I would rate the quality of signups as follows and much of it is based on your target audience when you promote your listbuilder. If you target only readers in your genre with ads, without bleed-over to low-quality freebie seekers, then you will get higher quality signups.

  Quality

  Type

  5-Star

  Organic signup from your back matter (from your full-length book)

  4-Star

  - Multi-Author Anthology where each contributor writes an original story and they are consolidated into a single book that the authors share with their lists only (not a general promotion - a genre-aligned effort)

  - Short story giveaway (they signed up to get your short story for free – this is only you giving it away).

  3-Star

  Sign up from personal contact (book signing). I would have thought these would be higher, but I’ve done four different events and can’t tell you a single person from those who is still on my list.

  2-Star

  General promotions across all genres with a giveaway of some sort. These are 30 or 40 author consolidated freebies where one signup adds the person to 30 or 40 different lists, even though the reader gets a comparable number of stories.

  1-Star

  Big giveaway (a Kindle or a computer where they have to sign up to your list to enter)
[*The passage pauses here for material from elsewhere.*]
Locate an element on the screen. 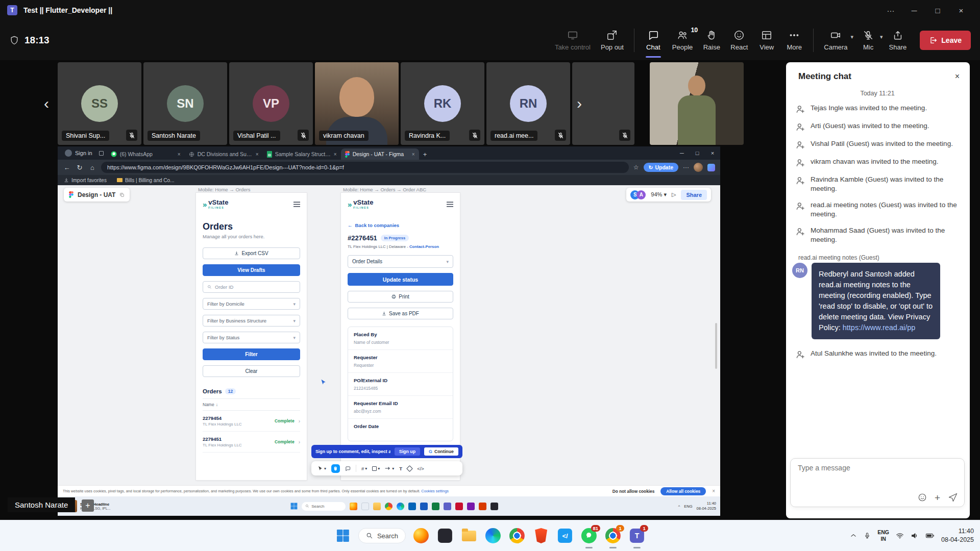 This screenshot has width=980, height=551. update-status-button: Update status is located at coordinates (400, 280).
  I don’t have a zero star as there is potential to find your next superfan in all of these efforts. The 1-Star promotions could add tens of thousands of names to your list, which can get expensive, depending on your newsletter list provider. I use MailChimp because of its interface and ease of use. MailerLite is about half the cost, but comes with its own challenges. Regardless. A list with 30,000 names can be expensive to maintain, especially if those 30,000 don’t buy your stuff.